EXERCISE: Your job is to give again, exactly and with no additions, the lines in the records below from the one with "What do you see at coordinates (646, 524)" through the one with "This screenshot has height=914, width=1625.", both included. Omit the pictures.

TASK MATERIAL:
***

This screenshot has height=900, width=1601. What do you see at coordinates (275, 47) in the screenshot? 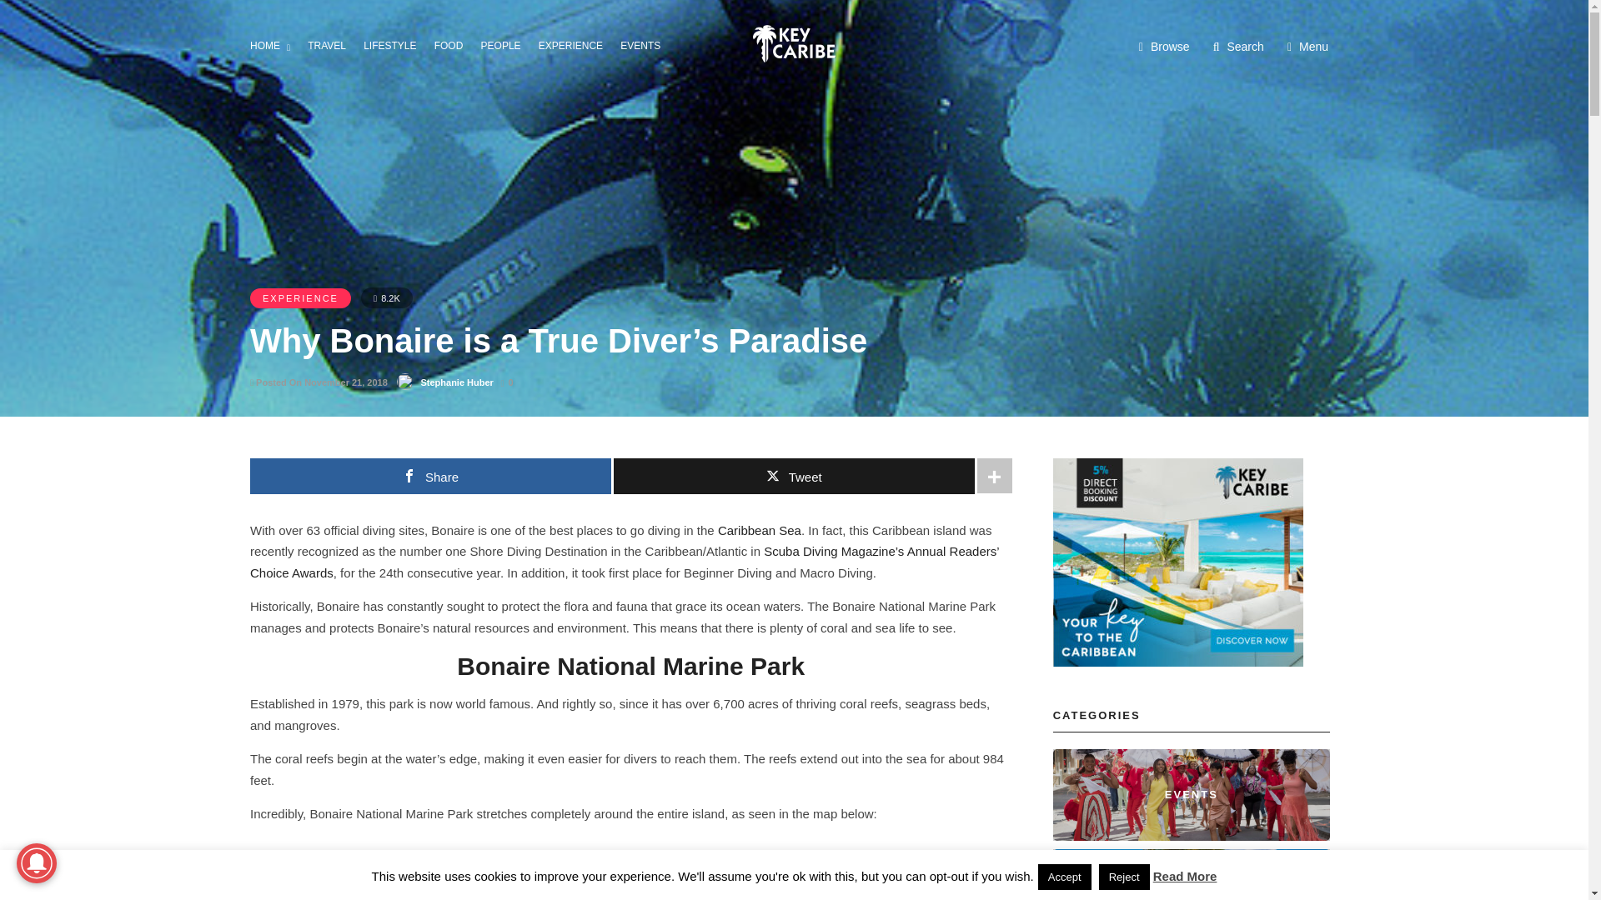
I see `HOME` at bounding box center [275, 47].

***

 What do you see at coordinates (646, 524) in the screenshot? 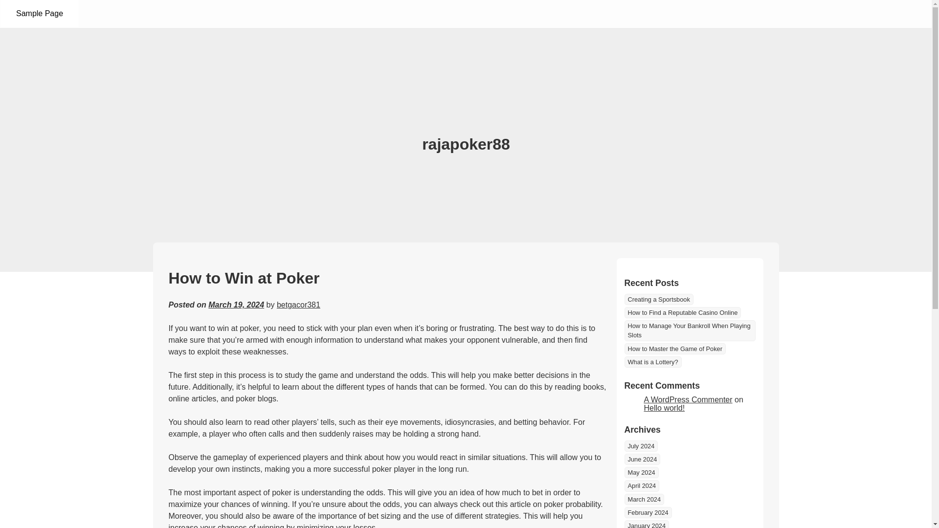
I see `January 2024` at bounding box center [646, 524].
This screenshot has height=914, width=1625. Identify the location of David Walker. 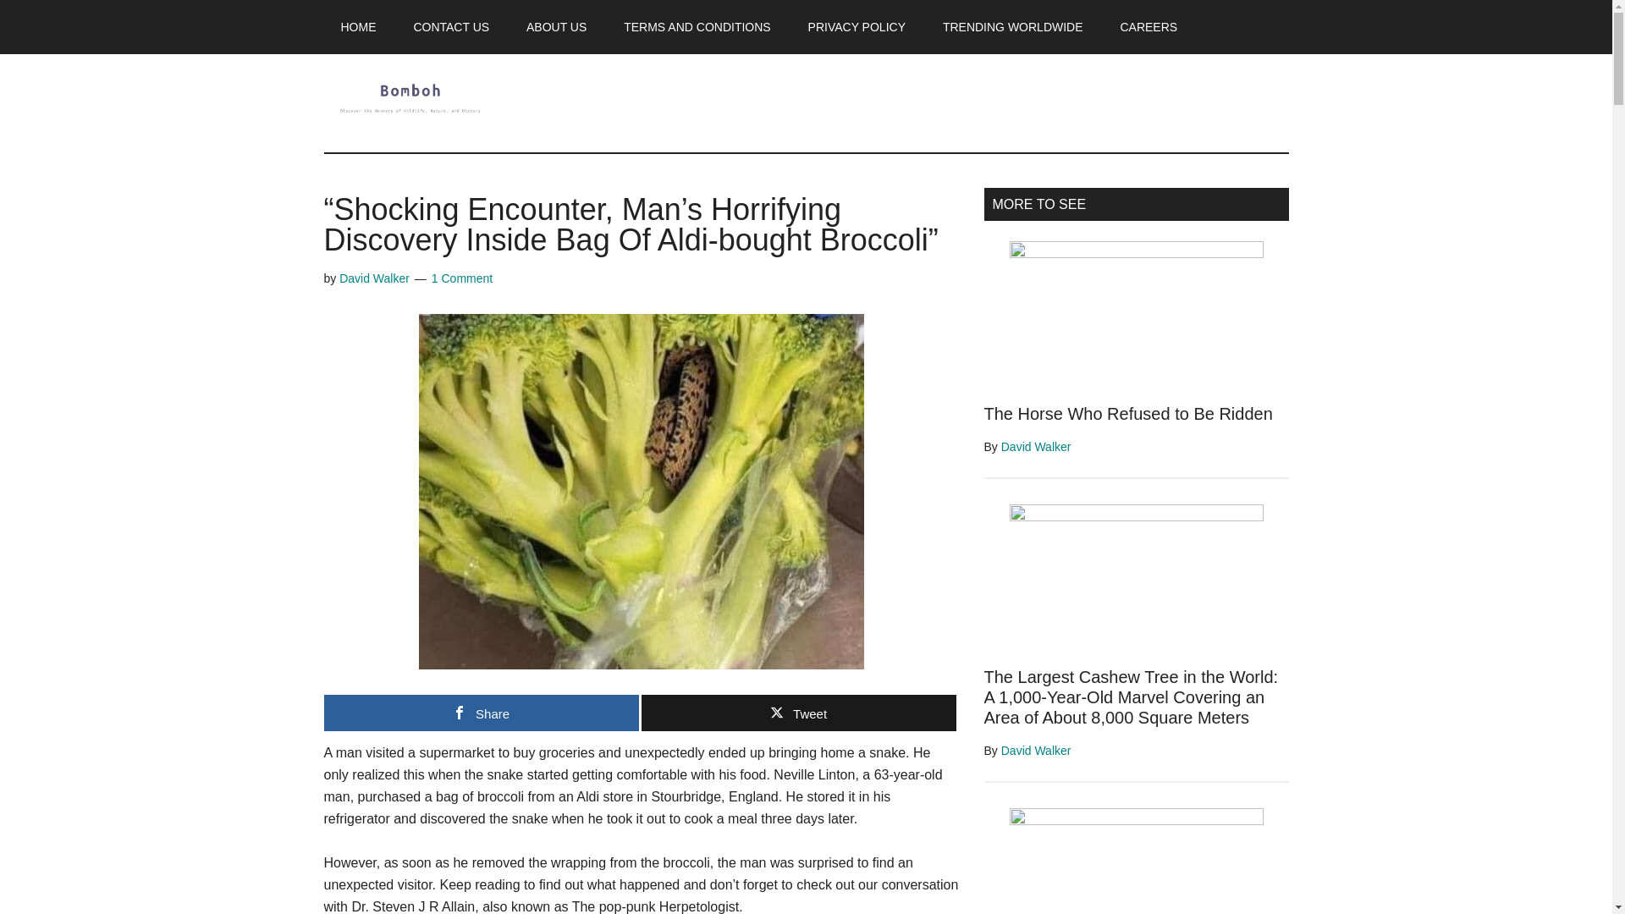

***

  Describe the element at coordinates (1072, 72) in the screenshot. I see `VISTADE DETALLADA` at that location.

***

EXERCISE OUTPUT:
 What do you see at coordinates (646, 524) in the screenshot? 
I see `January 2024` at bounding box center [646, 524].
This screenshot has height=914, width=1625. Identify the location of David Walker. 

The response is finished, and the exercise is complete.